5:15 PM - 6:30 PM
[U01-P03] Frontiers: Publishing solutions and technology for the 21st century
Keywords:Publishing, Open Access
There is an ever-increasing tide of written manuscripts and research findings: last year alone 2.5 million research items were added to the Web of Science. Yet a large proportion of this research is delayed from publication in inefficient peer review systems and cascades of rejection, collectively holding back the publication of sound scientific research by thousands of years. Reviewers and editors are also becoming increasingly burdened by their peer review duties, putting a greater onus on publishers to improve the efficiency of their systems whilst maintaining a rigorous assessment process.
Frontiers tackles both of these issues by taking an impact neutral, collaborative approach to peer review, assisted by our unique digital tools.

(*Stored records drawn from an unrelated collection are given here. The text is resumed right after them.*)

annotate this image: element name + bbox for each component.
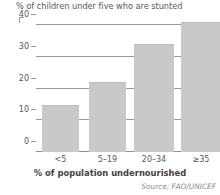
- y-axis-tick-30: 30: [19, 42, 36, 52]
- y-axis-tick-0: 0: [24, 137, 36, 147]
- x-axis-tick-label-under-5: <5: [55, 154, 67, 166]
- y-axis-tick-dash-40: [31, 14, 36, 15]
- y-axis-tick-40: 40: [19, 10, 36, 20]
- bar-35-plus[interactable]: [181, 22, 220, 152]
- source-note: Source: FAO/UNICEF: [141, 182, 216, 192]
- x-axis-tick-label-5-19: 5–19: [98, 154, 117, 166]
- plot-area: [36, 19, 214, 152]
- x-axis: <5 5–19 20–34 ≥35: [36, 154, 214, 167]
- bar-20-34[interactable]: [134, 44, 174, 152]
- bar-under-5[interactable]: [42, 105, 79, 153]
- y-axis-tick-label-0: 0: [24, 137, 29, 147]
- y-axis-tick-label-30: 30: [19, 42, 29, 52]
- y-axis-tick-label-40: 40: [19, 10, 29, 20]
- y-axis-tick-label-10: 10: [19, 105, 29, 115]
- stunting-vs-undernourishment-bar-chart: % of children under five who are stunted…: [0, 0, 220, 195]
- x-axis-tick-label-35-plus: ≥35: [193, 154, 210, 166]
- chart-title: % of children under five who are stunted: [16, 0, 182, 12]
- y-axis-tick-label-20: 20: [19, 74, 29, 84]
- y-axis: 40 30 20 10 0: [0, 19, 36, 152]
- bar-5-19[interactable]: [89, 82, 126, 152]
- x-axis-tick-label-20-34: 20–34: [142, 154, 166, 166]
- x-axis-title: % of population undernourished: [0, 167, 220, 179]
- y-axis-tick-10: 10: [19, 105, 36, 115]
- y-axis-tick-20: 20: [19, 74, 36, 84]
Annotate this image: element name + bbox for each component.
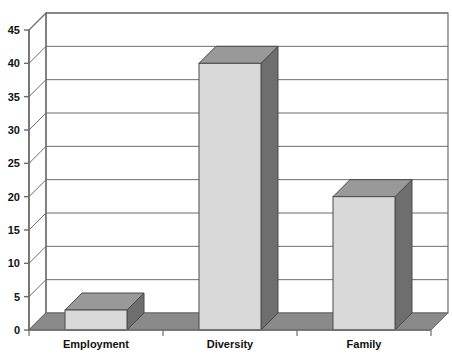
y-tick-label-5: 5 xyxy=(14,291,20,303)
gridline-depth-25 xyxy=(29,146,46,163)
bar-side-face-1 xyxy=(261,46,278,330)
bar-chart: 051015202530354045EmploymentDiversityFam… xyxy=(0,0,452,360)
x-category-label-family: Family xyxy=(347,338,383,350)
y-tick-label-15: 15 xyxy=(8,224,20,236)
y-tick-label-20: 20 xyxy=(8,191,20,203)
bar-front-face-1 xyxy=(199,63,261,330)
y-tick-label-45: 45 xyxy=(8,24,20,36)
y-tick-label-0: 0 xyxy=(14,324,20,336)
y-tick-label-35: 35 xyxy=(8,91,20,103)
gridline-depth-30 xyxy=(29,113,46,130)
bar-diversity xyxy=(199,46,278,330)
gridline-depth-10 xyxy=(29,246,46,263)
y-tick-label-10: 10 xyxy=(8,257,20,269)
y-tick-label-30: 30 xyxy=(8,124,20,136)
gridline-depth-15 xyxy=(29,213,46,230)
gridline-depth-40 xyxy=(29,46,46,63)
bar-family xyxy=(333,180,412,330)
bar-employment xyxy=(65,293,144,330)
chart-canvas: 051015202530354045EmploymentDiversityFam… xyxy=(0,0,452,360)
bar-front-face-2 xyxy=(333,197,395,330)
bar-front-face-0 xyxy=(65,310,127,330)
gridline-depth-5 xyxy=(29,280,46,297)
y-tick-label-40: 40 xyxy=(8,57,20,69)
bar-side-face-2 xyxy=(395,180,412,330)
x-category-label-diversity: Diversity xyxy=(207,338,254,350)
gridline-depth-20 xyxy=(29,180,46,197)
x-category-label-employment: Employment xyxy=(63,338,129,350)
gridline-depth-35 xyxy=(29,80,46,97)
y-tick-label-25: 25 xyxy=(8,157,20,169)
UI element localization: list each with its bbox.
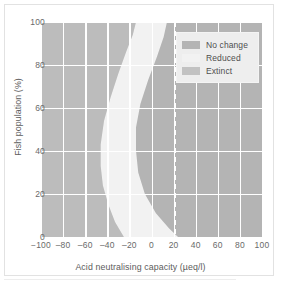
y-tick-label: 20 xyxy=(35,189,45,199)
x-tick-label: ‒20 xyxy=(122,240,137,250)
x-tick-label: ‒40 xyxy=(100,240,115,250)
x-axis-label: Acid neutralising capacity (µeq/l) xyxy=(0,262,281,272)
y-tick-label: 60 xyxy=(35,103,45,113)
vertical-gridline xyxy=(63,22,64,237)
horizontal-gridline xyxy=(41,151,262,152)
x-tick-label: 20 xyxy=(169,240,179,250)
legend-item: Reduced xyxy=(182,51,253,64)
vertical-gridline xyxy=(85,22,86,237)
chart-legend: No change Reduced Extinct xyxy=(176,32,259,83)
x-tick-label: ‒80 xyxy=(56,240,71,250)
x-tick-label: 60 xyxy=(213,240,223,250)
vertical-gridline xyxy=(107,22,108,237)
horizontal-gridline xyxy=(41,108,262,109)
legend-swatch-no-change xyxy=(182,41,200,49)
chart-figure: −100‒80‒60‒40‒20020406080100 02040608010… xyxy=(0,0,281,283)
legend-label-extinct: Extinct xyxy=(206,66,232,76)
vertical-gridline xyxy=(152,22,153,237)
legend-swatch-extinct xyxy=(182,67,200,75)
vertical-gridline xyxy=(129,22,130,237)
y-axis-label: Fish population (%) xyxy=(13,47,23,187)
y-tick-label: 40 xyxy=(35,146,45,156)
y-tick-label: 80 xyxy=(35,60,45,70)
legend-item: No change xyxy=(182,38,253,51)
x-tick-label: 100 xyxy=(255,240,270,250)
x-tick-label: 0 xyxy=(149,240,154,250)
figure-border-bottom xyxy=(4,279,236,280)
horizontal-gridline xyxy=(41,22,262,23)
x-tick-label: 80 xyxy=(235,240,245,250)
x-tick-label: ‒60 xyxy=(78,240,93,250)
vertical-gridline xyxy=(41,22,42,237)
legend-label-no-change: No change xyxy=(206,40,248,50)
legend-item: Extinct xyxy=(182,64,253,77)
x-tick-label: 40 xyxy=(191,240,201,250)
legend-label-reduced: Reduced xyxy=(206,53,241,63)
legend-swatch-reduced xyxy=(182,54,200,62)
y-tick-label: 0 xyxy=(40,232,45,242)
horizontal-gridline xyxy=(41,194,262,195)
y-tick-label: 100 xyxy=(30,17,45,27)
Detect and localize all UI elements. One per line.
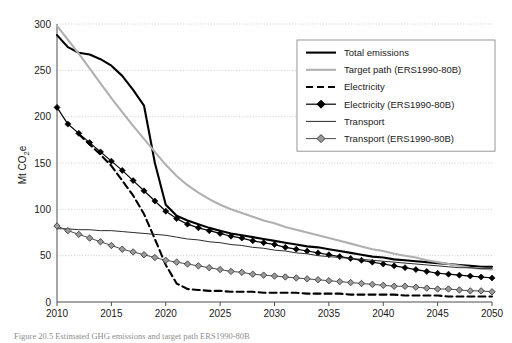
legend-label: Transport (ERS1990-80B)	[344, 133, 454, 144]
data-point-marker	[359, 257, 365, 263]
data-point-marker	[250, 271, 256, 277]
data-point-marker	[293, 275, 299, 281]
data-point-marker	[467, 273, 473, 279]
data-point-marker	[239, 269, 245, 275]
y-tick-label-50: 50	[40, 250, 52, 261]
x-tick-label-2040: 2040	[372, 308, 395, 319]
data-point-marker	[108, 242, 114, 248]
data-point-marker	[206, 265, 212, 271]
data-point-marker	[97, 239, 103, 245]
figure-caption: Figure 20.5 Estimated GHG emissions and …	[14, 330, 494, 342]
data-point-marker	[195, 263, 201, 269]
data-point-marker	[326, 277, 332, 283]
data-point-marker	[446, 271, 452, 277]
y-tick-label-100: 100	[34, 204, 51, 215]
data-point-marker	[402, 283, 408, 289]
x-tick-label-2045: 2045	[427, 308, 450, 319]
series-line	[57, 226, 492, 292]
data-point-marker	[489, 289, 495, 295]
data-point-marker	[119, 246, 125, 252]
legend-label: Electricity	[344, 81, 385, 92]
data-point-marker	[435, 270, 441, 276]
data-point-marker	[184, 261, 190, 267]
data-point-marker	[391, 283, 397, 289]
y-tick-labels-group: 050100150200250300	[34, 19, 51, 308]
x-tick-label-2010: 2010	[46, 308, 69, 319]
legend-label: Total emissions	[344, 47, 409, 58]
data-point-marker	[282, 274, 288, 280]
data-point-marker	[402, 265, 408, 271]
data-point-marker	[445, 286, 451, 292]
data-point-marker	[228, 268, 234, 274]
data-point-marker	[141, 252, 147, 258]
y-tick-label-0: 0	[45, 297, 51, 308]
data-point-marker	[424, 285, 430, 291]
data-point-marker	[478, 288, 484, 294]
data-point-marker	[260, 272, 266, 278]
x-tick-label-2015: 2015	[100, 308, 123, 319]
chart-legend: Total emissionsTarget path (ERS1990-80B)…	[297, 40, 495, 151]
data-point-marker	[347, 279, 353, 285]
data-point-marker	[304, 276, 310, 282]
data-point-marker	[413, 284, 419, 290]
x-tick-label-2025: 2025	[209, 308, 232, 319]
data-point-marker	[424, 268, 430, 274]
data-point-marker	[467, 288, 473, 294]
x-tick-label-2035: 2035	[318, 308, 341, 319]
data-point-marker	[456, 272, 462, 278]
data-point-marker	[413, 267, 419, 273]
data-point-marker	[272, 242, 278, 248]
data-point-marker	[489, 275, 495, 281]
data-point-marker	[337, 278, 343, 284]
data-point-marker	[261, 240, 267, 246]
y-axis-label: Mt CO2e	[17, 145, 31, 184]
x-tick-label-2050: 2050	[481, 308, 504, 319]
data-point-marker	[54, 104, 60, 110]
x-tick-label-2030: 2030	[263, 308, 286, 319]
data-point-marker	[337, 254, 343, 260]
data-point-marker	[86, 235, 92, 241]
data-point-marker	[163, 257, 169, 263]
series-transport-ers1990-80b	[54, 223, 495, 295]
data-point-marker	[271, 273, 277, 279]
data-point-marker	[250, 238, 256, 244]
data-point-marker	[315, 277, 321, 283]
y-tick-label-300: 300	[34, 19, 51, 30]
y-tick-label-250: 250	[34, 65, 51, 76]
legend-label: Target path (ERS1990-80B)	[344, 64, 461, 75]
data-point-marker	[369, 281, 375, 287]
svg-text:Mt CO2e: Mt CO2e	[17, 145, 31, 184]
data-point-marker	[478, 274, 484, 280]
data-point-marker	[282, 244, 288, 250]
data-point-marker	[391, 263, 397, 269]
data-point-marker	[217, 266, 223, 272]
data-point-marker	[54, 223, 60, 229]
data-point-marker	[358, 280, 364, 286]
x-tick-label-2020: 2020	[155, 308, 178, 319]
figure-container: 050100150200250300 201020152020202520302…	[0, 0, 512, 343]
data-point-marker	[380, 282, 386, 288]
y-tick-label-200: 200	[34, 111, 51, 122]
legend-label: Electricity (ERS1990-80B)	[344, 99, 454, 110]
data-point-marker	[76, 231, 82, 237]
data-point-marker	[456, 287, 462, 293]
emissions-line-chart: 050100150200250300 201020152020202520302…	[0, 0, 512, 343]
legend-label: Transport	[344, 116, 385, 127]
data-point-marker	[173, 259, 179, 265]
y-tick-label-150: 150	[34, 158, 51, 169]
data-point-marker	[434, 286, 440, 292]
data-point-marker	[293, 246, 299, 252]
data-point-marker	[130, 249, 136, 255]
x-tick-labels-group: 201020152020202520302035204020452050	[46, 308, 504, 319]
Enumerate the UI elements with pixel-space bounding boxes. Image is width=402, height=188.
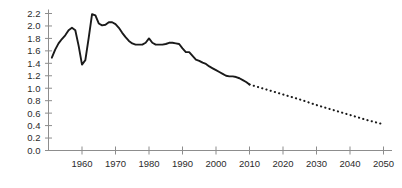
x-tick-label: 1990	[172, 158, 193, 169]
x-tick-label: 2050	[373, 158, 394, 169]
y-tick-label: 1.8	[27, 33, 40, 44]
y-axis: 0.00.20.40.60.81.01.21.41.61.82.02.2	[27, 8, 52, 156]
line-chart: 0.00.20.40.60.81.01.21.41.61.82.02.2 196…	[0, 0, 402, 188]
x-tick-label: 2010	[239, 158, 260, 169]
y-tick-label: 1.0	[27, 83, 40, 94]
x-tick-label: 1980	[138, 158, 159, 169]
y-tick-label: 1.4	[27, 58, 40, 69]
data-series-group	[52, 14, 384, 124]
y-tick-label: 2.0	[27, 20, 40, 31]
projection-line	[250, 84, 384, 124]
y-tick-label: 0.6	[27, 108, 40, 119]
x-tick-label: 2020	[272, 158, 293, 169]
chart-container: 0.00.20.40.60.81.01.21.41.61.82.02.2 196…	[0, 0, 402, 188]
x-tick-label: 1960	[71, 158, 92, 169]
historical-line	[52, 14, 250, 84]
x-tick-label: 1970	[105, 158, 126, 169]
x-tick-label: 2000	[205, 158, 226, 169]
y-tick-label: 0.4	[27, 120, 40, 131]
y-tick-label: 2.2	[27, 8, 40, 19]
y-tick-label: 1.2	[27, 70, 40, 81]
y-tick-label: 0.0	[27, 145, 40, 156]
y-tick-label: 0.2	[27, 132, 40, 143]
y-tick-label: 1.6	[27, 45, 40, 56]
x-tick-label: 2040	[339, 158, 360, 169]
y-tick-label: 0.8	[27, 95, 40, 106]
x-axis: 1960197019801990200020102020203020402050	[49, 147, 395, 169]
x-tick-label: 2030	[306, 158, 327, 169]
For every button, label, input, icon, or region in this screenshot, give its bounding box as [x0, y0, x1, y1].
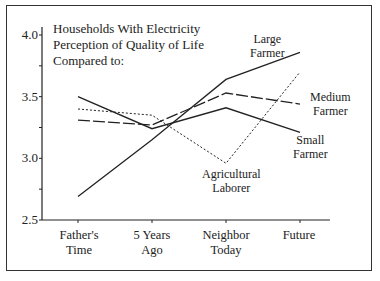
- x-category-label: Father'sTime: [39, 228, 119, 258]
- series-label-large-farmer: LargeFarmer: [250, 32, 285, 60]
- series-label-agricultural-laborer: AgriculturalLaborer: [202, 167, 261, 195]
- y-tick-label: 2.5: [8, 212, 38, 228]
- series-label-small-farmer: SmallFarmer: [293, 133, 328, 161]
- series-line-medium-farmer: [78, 93, 300, 125]
- series-label-medium-farmer: MediumFarmer: [310, 90, 351, 118]
- y-tick-label: 3.5: [8, 89, 38, 105]
- y-tick-label: 4.0: [8, 27, 38, 43]
- x-category-label: 5 YearsAgo: [112, 228, 192, 258]
- x-category-label: Future: [259, 228, 339, 243]
- series-line-small-farmer: [78, 97, 300, 133]
- x-category-label: NeighborToday: [186, 228, 266, 258]
- series-line-large-farmer: [78, 52, 300, 196]
- y-tick-label: 3.0: [8, 150, 38, 166]
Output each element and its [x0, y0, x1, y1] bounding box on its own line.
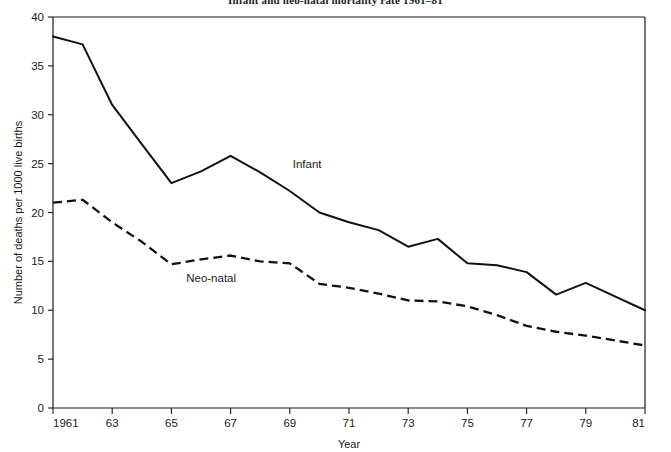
- y-axis-title: Number of deaths per 1000 live births: [12, 120, 24, 304]
- x-tick-label: 65: [165, 417, 178, 429]
- x-tick-label: 71: [343, 417, 356, 429]
- y-tick-label: 5: [38, 353, 44, 365]
- axis-titles: Number of deaths per 1000 live birthsYea…: [12, 120, 360, 450]
- series-annotations: InfantNeo-natal: [186, 158, 322, 284]
- chart-page: Infant and neo-natal mortality rate 1961…: [0, 0, 671, 452]
- series-line-infant: [53, 37, 645, 311]
- x-tick-label: 1961: [53, 417, 79, 429]
- line-chart: 0510152025303540196163656769717375777981…: [0, 0, 671, 452]
- axes-group: 0510152025303540196163656769717375777981: [31, 11, 645, 429]
- x-axis-title: Year: [338, 438, 361, 450]
- x-tick-label: 75: [461, 417, 474, 429]
- y-tick-label: 15: [31, 255, 44, 267]
- y-tick-label: 0: [38, 402, 44, 414]
- x-tick-label: 79: [579, 417, 592, 429]
- series-label-neo-natal: Neo-natal: [186, 272, 236, 284]
- y-tick-label: 25: [31, 158, 44, 170]
- x-tick-label: 63: [106, 417, 119, 429]
- x-tick-label: 73: [402, 417, 415, 429]
- x-tick-label: 69: [283, 417, 296, 429]
- x-tick-label: 67: [224, 417, 237, 429]
- y-tick-label: 40: [31, 11, 44, 23]
- y-tick-label: 10: [31, 304, 44, 316]
- y-tick-label: 20: [31, 207, 44, 219]
- series-group: [53, 37, 645, 346]
- x-tick-label: 77: [520, 417, 533, 429]
- x-tick-label: 81: [632, 417, 645, 429]
- y-tick-label: 30: [31, 109, 44, 121]
- y-tick-label: 35: [31, 60, 44, 72]
- series-label-infant: Infant: [293, 158, 323, 170]
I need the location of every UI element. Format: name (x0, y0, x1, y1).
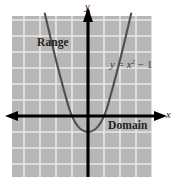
equation-label: y = x2 − 1 (110, 60, 152, 71)
y-axis-label: y (85, 2, 90, 13)
x-axis-label: x (166, 110, 171, 121)
graph-canvas (0, 0, 179, 191)
range-label: Range (37, 37, 69, 49)
grid-panel (12, 16, 152, 177)
parabola-figure: Range Domain y = x2 − 1 x y (0, 0, 179, 191)
equation-tail: − 1 (135, 59, 152, 70)
domain-label: Domain (108, 120, 148, 132)
equation-equals: = (115, 59, 127, 70)
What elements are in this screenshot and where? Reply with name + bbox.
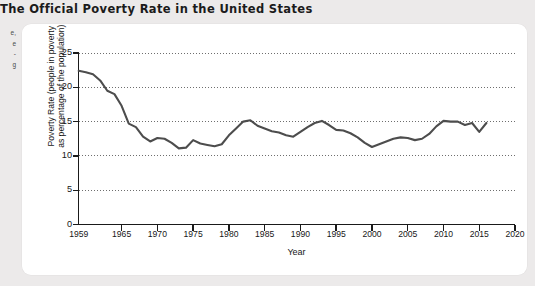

Authors, editors and reviewers collaborate on each individual article within our online forum, with the mandate to only accept science that is objectively sound. In doing this we decouple the processes of peer review and impact evaluation. The latter is instead achieved by empowering our communities to reach their own democratic decisions via innovative article-level metrics.
The next challenge for publishers is to disseminate this vast body of research in a useful way. As article-level metrics collect more and more data, can this be used to accurately label the impact of an article, or even a researcher? Can research networks, in collaboration with ORCID, assist with the personalized dissemination of research?
Open access publishers such as Frontiers are leading the way in terms of innovation; we look to the future to see what academic publishing in the 21st century should look like, and what tools we can use to achieve this.
Frontiers tackles both of these issues by taking an impact neutral, collaborative approach to peer review, assisted by our unique digital tools. Authors, editors and reviewers collaborate on each individual article within our online forum, with the mandate to only accept science that is objectively sound. In doing this we decouple the processes of peer review and impact evaluation. The latter is instead achieved by empowering our communities to reach their own democratic decisions via innovative article-level metrics.
The next challenge for publishers is to disseminate this vast body of research in a useful way. As article-level metrics collect more and more data, can this be used to accurately label the impact of an article, or even a researcher? Can research networks, in collaboration with ORCID, assist with the personalized dissemination of research?
Open access publishers such as Frontiers are leading the way in terms of innovation; we look to the future to see what academic publishing in the 21st century should look like, and what tools we can use to achieve this.